A poll-taker in Manchester, Dick Bennett of American Research Group, has been tracking the campaign all year. "Over the weekend," he said, "it just went away from him here."
That finding, too, squares with other national data, including tracking by the Bush-Quayle national operation. Over the weekend, a source in a position to know said, "the bottom dropped out for Bush" everywhere -- dramatically enough so that there is little reason to believe the president can recover in the final two weeks of the campaign.
The pattern of the campaign here has been remarkably similar to that nationally. Mr. Bennett said, for example, that his surveys both here and elsewhere showed that in June and July voters were saying, in effect, "we'll give Bush a chance. . . . In September, that all stopped. No more."
The support level for Mr. Bush both here and nationally is the rough equivalent of the hard base for any Republican, meaning less than 40 percent of the vote. However, here in New Hampshire he appears to be suffering significantly among moderate Republicans, about one-fourth of the total, who were offended by the extremist conservative tone of the Republican convention in Houston on social, cultural and religious questions.
These are Republicans, said Mr. Bennett, who are "fiscal conservatives but pro-choice and interested in the environment." But the support the president is getting here now is coming largely from voters on the hard right. "The Bush vote," he said, "is mostly from people who are very conservative and pro-life."
Few Republicans seem to see any light at the end of the tunnel. Asked how Mr. Bush could turn it around, Gov. Judd Gregg said: "Just by being himself." But he conceded that the "frustration level" is still high and reflected in the electorate's attitude toward the president.

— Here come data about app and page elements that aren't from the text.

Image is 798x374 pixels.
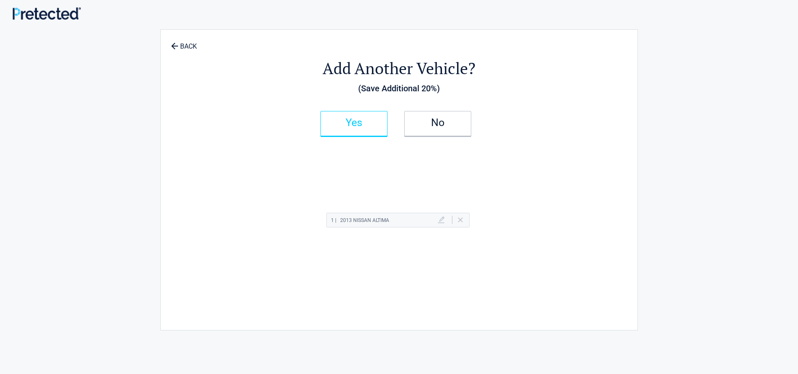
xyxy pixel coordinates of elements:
[13,7,81,19] img: Main Logo
[331,217,336,223] span: 1 |
[331,215,389,226] h2: 2013 Nissan ALTIMA
[458,217,463,222] a: Delete
[329,120,379,126] h2: Yes
[413,120,462,126] h2: No
[207,58,591,79] h2: Add Another Vehicle?
[169,35,198,50] a: BACK
[207,81,591,95] h3: (Save Additional 20%)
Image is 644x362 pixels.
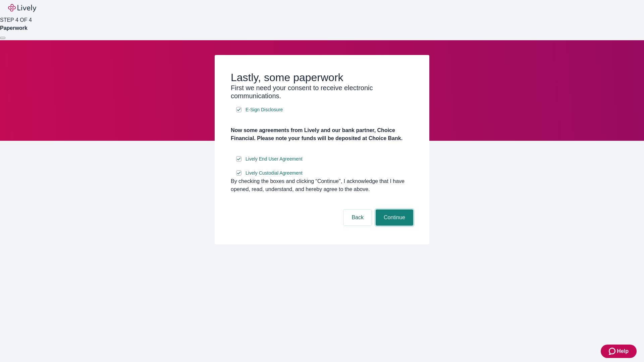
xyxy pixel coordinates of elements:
h2: Lastly, some paperwork [231,71,413,84]
button: Back [343,209,372,226]
a: e-sign disclosure document [244,169,304,178]
span: Lively Custodial Agreement [246,170,303,177]
svg: Zendesk support icon [609,347,617,355]
button: Zendesk support iconHelp [601,345,637,358]
a: e-sign disclosure document [244,106,284,114]
button: Continue [376,209,413,226]
div: By checking the boxes and clicking “Continue", I acknowledge that I have opened, read, understand... [231,178,413,194]
span: Help [617,347,629,355]
span: Lively End User Agreement [246,156,303,163]
img: Lively [8,4,36,12]
h4: Now some agreements from Lively and our bank partner, Choice Financial. Please note your funds wi... [231,126,413,143]
span: E-Sign Disclosure [246,106,283,114]
a: e-sign disclosure document [244,155,304,163]
h3: First we need your consent to receive electronic communications. [231,84,413,100]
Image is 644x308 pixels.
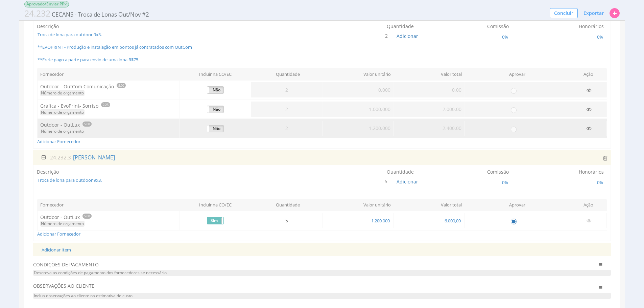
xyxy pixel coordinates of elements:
span: 6.000,00 [444,218,462,223]
span: Número de orçamento [40,109,84,115]
th: Aprovar [465,68,570,80]
button: Adicionar [397,33,419,40]
span: Número de orçamento [40,90,84,96]
span: Aprovado/Enviar PP [24,1,69,7]
span: Troca de lona para outdoor 9x3. [37,177,271,183]
span: CECANS - Troca de Lonas Out/Nov #2 [24,7,149,20]
td: Gráfica - EvoPrint- Sorriso [37,99,180,119]
span: 0,000 [378,87,391,93]
span: Adicionar [397,33,419,39]
span: 2 [384,32,391,40]
th: Valor unitário [323,199,394,211]
span: 5.00 [82,213,92,219]
label: Quantidade [387,169,414,175]
span: OBSERVAÇÕES AO CLIENTE [33,283,563,290]
span: 0% [596,180,604,185]
span: 5.00 [117,83,126,88]
th: Valor total [394,68,465,80]
span: 24.232.3 [50,154,71,161]
label: Comissão [487,23,509,30]
span: 1.200,000 [369,125,391,132]
span: CONDIÇÕES DE PAGAMENTO [33,262,563,268]
span: 1.200,000 [371,218,391,223]
span: Descreva as condições de pagamento dos fornecedores se necessário [33,270,611,276]
span: 2.400,00 [443,125,462,132]
label: Não [207,125,223,132]
span: 5 [384,177,391,186]
i: Excluir [603,155,608,161]
td: 5 [251,213,323,228]
label: Sim [207,217,223,224]
th: Incluir na CO/EC [180,199,251,211]
a: Adicionar Fornecedor [37,138,80,145]
span: 0% [596,34,604,40]
td: Outdoor - OutLux [37,119,180,138]
label: Honorários [579,23,604,30]
label: Descrição [37,169,59,175]
span: Número de orçamento [40,221,84,227]
span: 5.00 [82,122,92,127]
a: Adicionar Item [42,247,71,253]
td: 2 [251,82,323,98]
label: Não [207,87,223,94]
span: 24.232 [24,7,50,19]
th: Fornecedor [37,68,180,80]
th: Ação [570,199,608,211]
a: Adicionar Fornecedor [37,231,80,237]
th: Incluir na CO/EC [180,68,251,80]
span: 0% [501,180,509,185]
th: Valor unitário [323,68,394,80]
label: Honorários [579,169,604,175]
td: Outdoor - OutLux [37,211,180,230]
span: 0% [501,34,509,40]
span: Exportar [584,10,604,16]
span: 0,00 [452,87,462,93]
span: 2.000,00 [443,106,462,113]
th: Quantidade [251,68,323,80]
span: 1.000,000 [369,106,391,113]
button: Concluir [550,8,578,18]
label: Comissão [487,169,509,175]
span: [PERSON_NAME] [72,154,116,161]
label: Quantidade [387,23,414,30]
button: Adicionar [397,179,419,185]
span: 2.25 [101,102,110,107]
th: Valor total [394,199,465,211]
span: Inclua observações ao cliente na estimativa de custo [33,293,611,299]
button: Exportar [579,7,609,19]
label: Descrição [37,23,59,30]
td: 2 [251,101,323,117]
th: Quantidade [251,199,323,211]
th: Aprovar [465,199,570,211]
td: Outdoor - OutCom Comunicação [37,80,180,99]
label: Não [207,106,223,113]
th: Ação [570,68,608,80]
span: CECANS - Troca de Lonas Out/Nov #2 [52,11,149,18]
td: 2 [251,121,323,136]
span: Número de orçamento [40,128,84,134]
span: Troca de lona para outdoor 9x3. **EVOPRINT - Produção e instalação em pontos já contratados com O... [37,32,271,63]
th: Fornecedor [37,199,180,211]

Like many Republicans who seem to be keeping some distance from the president these days, Mr. Gregg has a personal stake in Mr. Bush's political health. He is running for the Senate seat being vacated with the retirement of Republican Warren Rudman and may be leading his Democratic opponent, John Rauh, but not by an unassailable margin.
There is also a hot contest for governor, in which Republican Steve Merrill is facing a stiffer-than-expected challenge from a liberal Democratic state legislator, Deborah Arnesen.
The conventional wisdom is that both Republicans are ahead, perhaps because there is so little history of Democratic successes here, but by no means home free if Mr. Bush does not come back at least to some degree in the final two weeks. Mr. Bennett, the poll-taker, said: "It has to have some impact on the other Republicans. It hasn't shown up yet, but it has to have some impact."
"I think in the end, they'll hold but these are very competitive races right now," said Mr. Rath, the Republican activist.
Meanwhile, the Democrats here, as elsewhere, are finding it difficult to contain their enthusiasm. "It's happening here," said Chris Spirou, the state Democratic chairman. "We've never had this before. This is a political reversal of fortunes."
No one would describe New Hampshire as a microcosm of the nation. The state is always described as too conservative, too white, too isolated to reflect the nation. But this year the situation here is not markedly different from that anywhere else, or from that during the primary campaign eight months ago.
In those days, both the Democratic Mr. Spirou and the Republican Mr. Rath were telling reporters that economic distress had created an electorate threatening to Mr. Bush not just in New Hampshire. As Mr. Rath put it then, "This thing can travel."
The evidence today is that they were dead right.